Blood Men: A Thriller

I tell her this but she doesn’t seem interested. I tell her about my mum and my sister but the words go through her. Her eyes are closed and there’s blood all over her. Twenty minutes ago her life was much different, twenty minutes ago she was settling in for the night, a pile of DVDs on the coffee table and a Christmas tree full of blazing lights. I take the car toward town, traffic is thin, everywhere is shut. I’m wearing the clothes from the bank again, the ones with Jodie’s blood on them. I picked them up on the way. This is why I kept them, I realize now. For this moment.

“I was ten years old when the trial began. It was a circus. My mum was still alive, but my sister and me were struggling. Kids would tease us at school. At home, Mum was always yelling at us when she was sober, and crying when she was drunk, and whatever of those two states she was in, you always wished it was the other. Soon the pills and the booze took their toll, but not as quick as she wanted, and when they couldn’t finish the job she used a razor blade. I don’t know how long it took for her to bleed out. She might still even have been alive when we found her. I held my sister’s hand and we watched her pale body, the yelling and the crying gone now.”

The woman is conscious enough to cry, the tears mingling with the blood. There’s a lot of blood but not a lot of damage. It’s all from a head wound. The thing about head wounds is they bleed. A lot. Blood has soaked into the seat, and the woman has wet herself, making it seem like there is much more blood in the footwell than there really is. I tell her about Belinda, about how my sister became a drug addict and died when she was nineteen.

“I was the last of my family,” I say. “Dad’s monster took them all away.”

I keep the car at a constant speed, obeying the law; Edward Hunter was a law-abiding citizen who never did anything wrong in the past and who is now about to correct his future. We reach the center of town. Last time I was here I was running from the police.

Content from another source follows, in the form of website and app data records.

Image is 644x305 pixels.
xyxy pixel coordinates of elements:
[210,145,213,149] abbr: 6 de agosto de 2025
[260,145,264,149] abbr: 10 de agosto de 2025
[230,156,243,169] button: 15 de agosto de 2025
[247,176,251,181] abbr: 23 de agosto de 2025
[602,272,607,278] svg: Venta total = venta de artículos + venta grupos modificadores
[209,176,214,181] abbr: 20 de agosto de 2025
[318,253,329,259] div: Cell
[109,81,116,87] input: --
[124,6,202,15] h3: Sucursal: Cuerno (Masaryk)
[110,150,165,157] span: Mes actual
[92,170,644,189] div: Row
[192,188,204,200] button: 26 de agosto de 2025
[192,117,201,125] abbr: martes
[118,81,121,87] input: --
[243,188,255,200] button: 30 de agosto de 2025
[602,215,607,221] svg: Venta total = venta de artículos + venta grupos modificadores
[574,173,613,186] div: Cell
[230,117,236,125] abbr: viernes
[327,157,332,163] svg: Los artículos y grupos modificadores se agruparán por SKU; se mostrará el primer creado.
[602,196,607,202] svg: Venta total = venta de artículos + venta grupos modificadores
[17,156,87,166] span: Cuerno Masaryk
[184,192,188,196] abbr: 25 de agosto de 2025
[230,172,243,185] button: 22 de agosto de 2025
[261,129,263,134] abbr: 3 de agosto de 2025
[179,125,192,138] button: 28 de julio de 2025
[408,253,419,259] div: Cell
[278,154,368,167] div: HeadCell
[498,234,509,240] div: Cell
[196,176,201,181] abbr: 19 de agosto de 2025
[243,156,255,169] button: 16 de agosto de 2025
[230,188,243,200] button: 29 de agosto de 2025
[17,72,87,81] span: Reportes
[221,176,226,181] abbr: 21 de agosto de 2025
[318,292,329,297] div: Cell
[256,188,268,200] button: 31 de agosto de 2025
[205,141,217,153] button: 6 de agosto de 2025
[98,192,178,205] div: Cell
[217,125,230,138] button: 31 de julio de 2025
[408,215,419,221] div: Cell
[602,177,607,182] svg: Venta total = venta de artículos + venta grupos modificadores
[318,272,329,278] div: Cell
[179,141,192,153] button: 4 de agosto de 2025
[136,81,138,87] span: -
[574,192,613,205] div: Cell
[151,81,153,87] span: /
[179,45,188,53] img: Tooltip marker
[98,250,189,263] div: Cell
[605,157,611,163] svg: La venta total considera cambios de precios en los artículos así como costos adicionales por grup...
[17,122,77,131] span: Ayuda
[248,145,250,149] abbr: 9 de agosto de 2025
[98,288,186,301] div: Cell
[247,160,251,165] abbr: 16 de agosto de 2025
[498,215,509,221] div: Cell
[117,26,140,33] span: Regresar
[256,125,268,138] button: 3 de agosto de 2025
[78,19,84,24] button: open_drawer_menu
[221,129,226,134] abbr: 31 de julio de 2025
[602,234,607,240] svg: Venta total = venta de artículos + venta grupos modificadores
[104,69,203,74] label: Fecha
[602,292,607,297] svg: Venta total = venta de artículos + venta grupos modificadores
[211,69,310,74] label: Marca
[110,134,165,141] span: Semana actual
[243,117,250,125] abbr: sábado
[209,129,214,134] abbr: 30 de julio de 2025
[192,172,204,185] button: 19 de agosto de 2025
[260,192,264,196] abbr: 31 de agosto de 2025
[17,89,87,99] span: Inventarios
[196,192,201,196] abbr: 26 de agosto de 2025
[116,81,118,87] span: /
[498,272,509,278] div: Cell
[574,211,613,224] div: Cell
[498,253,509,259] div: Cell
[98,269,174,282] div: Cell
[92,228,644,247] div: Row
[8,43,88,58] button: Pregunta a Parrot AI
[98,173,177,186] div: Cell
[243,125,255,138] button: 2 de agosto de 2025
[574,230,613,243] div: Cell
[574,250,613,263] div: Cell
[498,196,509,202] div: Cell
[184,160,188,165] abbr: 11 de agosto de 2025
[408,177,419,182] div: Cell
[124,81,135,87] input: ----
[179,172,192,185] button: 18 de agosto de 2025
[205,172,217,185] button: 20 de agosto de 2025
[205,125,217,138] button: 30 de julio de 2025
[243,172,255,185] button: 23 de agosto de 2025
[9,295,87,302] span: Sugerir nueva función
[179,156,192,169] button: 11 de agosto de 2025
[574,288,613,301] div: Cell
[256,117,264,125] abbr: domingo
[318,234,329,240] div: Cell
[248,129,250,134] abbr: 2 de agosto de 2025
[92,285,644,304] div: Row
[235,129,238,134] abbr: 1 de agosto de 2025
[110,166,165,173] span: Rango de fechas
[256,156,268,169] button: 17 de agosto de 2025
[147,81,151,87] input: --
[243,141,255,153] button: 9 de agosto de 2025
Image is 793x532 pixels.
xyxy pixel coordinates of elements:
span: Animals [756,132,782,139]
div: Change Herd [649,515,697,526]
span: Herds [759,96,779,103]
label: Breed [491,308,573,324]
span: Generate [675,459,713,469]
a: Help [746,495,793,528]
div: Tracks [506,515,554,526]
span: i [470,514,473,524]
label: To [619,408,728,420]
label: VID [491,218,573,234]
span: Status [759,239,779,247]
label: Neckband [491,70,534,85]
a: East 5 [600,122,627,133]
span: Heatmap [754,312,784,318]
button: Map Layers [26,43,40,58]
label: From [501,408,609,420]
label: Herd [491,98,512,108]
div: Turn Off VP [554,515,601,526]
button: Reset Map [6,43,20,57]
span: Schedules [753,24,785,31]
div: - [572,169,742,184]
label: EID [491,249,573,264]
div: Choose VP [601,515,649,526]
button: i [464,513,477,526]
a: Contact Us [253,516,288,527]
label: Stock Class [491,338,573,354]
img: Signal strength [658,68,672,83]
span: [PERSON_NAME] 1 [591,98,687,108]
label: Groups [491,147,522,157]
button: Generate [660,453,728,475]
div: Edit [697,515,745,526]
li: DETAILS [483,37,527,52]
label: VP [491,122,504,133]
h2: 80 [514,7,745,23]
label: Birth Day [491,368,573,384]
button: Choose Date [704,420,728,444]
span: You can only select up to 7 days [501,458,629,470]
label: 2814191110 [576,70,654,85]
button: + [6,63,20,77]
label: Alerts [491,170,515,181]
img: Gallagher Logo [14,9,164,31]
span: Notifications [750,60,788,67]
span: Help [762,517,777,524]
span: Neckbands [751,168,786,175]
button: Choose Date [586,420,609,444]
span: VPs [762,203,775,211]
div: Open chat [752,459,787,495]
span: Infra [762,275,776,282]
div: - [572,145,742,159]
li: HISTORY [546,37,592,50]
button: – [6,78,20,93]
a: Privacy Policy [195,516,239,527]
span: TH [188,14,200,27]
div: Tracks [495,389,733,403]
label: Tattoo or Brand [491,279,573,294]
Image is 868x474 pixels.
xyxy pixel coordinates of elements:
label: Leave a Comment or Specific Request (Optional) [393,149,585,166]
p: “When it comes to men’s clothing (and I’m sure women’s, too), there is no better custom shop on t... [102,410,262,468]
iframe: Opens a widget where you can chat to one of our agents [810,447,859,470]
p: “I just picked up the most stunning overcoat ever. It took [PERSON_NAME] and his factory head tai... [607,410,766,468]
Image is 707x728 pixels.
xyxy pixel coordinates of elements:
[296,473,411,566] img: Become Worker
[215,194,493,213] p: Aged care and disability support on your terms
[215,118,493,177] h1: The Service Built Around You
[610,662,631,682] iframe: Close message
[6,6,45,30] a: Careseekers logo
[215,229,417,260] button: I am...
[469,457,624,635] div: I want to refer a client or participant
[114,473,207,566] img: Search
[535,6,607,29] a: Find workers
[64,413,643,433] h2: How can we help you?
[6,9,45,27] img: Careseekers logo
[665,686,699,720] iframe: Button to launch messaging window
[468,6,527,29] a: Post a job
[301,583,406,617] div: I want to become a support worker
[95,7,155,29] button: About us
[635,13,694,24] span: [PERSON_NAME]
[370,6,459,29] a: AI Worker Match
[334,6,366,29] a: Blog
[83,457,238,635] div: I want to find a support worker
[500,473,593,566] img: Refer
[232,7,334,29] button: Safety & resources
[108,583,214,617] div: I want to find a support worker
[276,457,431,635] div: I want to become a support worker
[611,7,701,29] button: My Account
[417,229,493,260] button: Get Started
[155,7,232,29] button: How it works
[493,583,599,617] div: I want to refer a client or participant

“There are people who think that I’m destined to be a man of blood too,” I say, “that the same blood runs through both of us. They’re wrong,” I say.

He wasn’t even my father.

And somehow here I am, your very own monster.

I speed up the car that used to belong to Oliver Church, a nice trajectory ahead now, and I hit the wall of glass and it showers everywhere, it rakes against the car, the world sounds full of screams and the car bounces up off the framework and bounces back down and I slam on the brakes but not before I’ve wedged two desks hard up against the counter. The alarm is instant. The two front tires burst. The front of the car crumples up and the engine stalls. No air bag goes off, but the seat belts stop us from flying out. I look over at my passenger and there are more tears and more blood and I’m pretty sure both of us know that things for her are about to get worse.





chapter sixty-five


“He’s gone,” Schroder says.

“Maybe . . .”

“And he’s killed,” Schroder adds.

“Killed who?” Barlow asks.

Schroder steps back outside. “Do you have an idea where he might go?”

There’s silence on the other end of the phone for a few seconds. “The cemetery. It makes perfect sense. He’ll want to be with his wife. Who did he kill, Detective?”

“I’ll call you back.”

Schroder calls the station. He organizes a patrol car to go to Gerald Painter’s house, to the homes of the bank tellers, to the cemetery, even to Dean Wellington’s house. He calls Landry and fills him in on the situation.

“You think Jack Hunter knew all along which bank teller was involved?”

“Maybe,” Schroder says. “We need to find out.”

The interview Schroder had with the bank teller yesterday was finished off by another detective. Because of all the events last night, nobody had the chance to get around to comparing all the details against each other. Another series of follow-up interviews have taken place over the last six hours, each bank teller difficult to get hold of on Christmas Day, each bank teller reluctant to help out, wanting to spend time with their families instead.

The problem is none of them can remember who loaded the dye packs.

Schroder turns on the sirens and speeds back into town, the houses and cars passing by in a blur. Other police cars come toward him on their way to Hunter’s house. When he reaches the station he runs inside to the interrogation room where, ten minutes earlier, Kelvin Johnson was escorted into.

“You’ve got one chance here to help yourself,” Schroder says, and Johnson, the only crew member of the gang who robbed the bank in custody—and now the only one still alive—doesn’t even look up from the interrogation table.

“You know everybody else is dead, right? We found Zach Everest a few hours ago, and I just came from looking at Doyle’s butchered corpse,” he says, Lance Doyle being the last name on the list. “There was a lot of rage there, Kelvin, a lot of rage.”

Kelvin says nothing.

“And we know somebody inside the bank was involved.”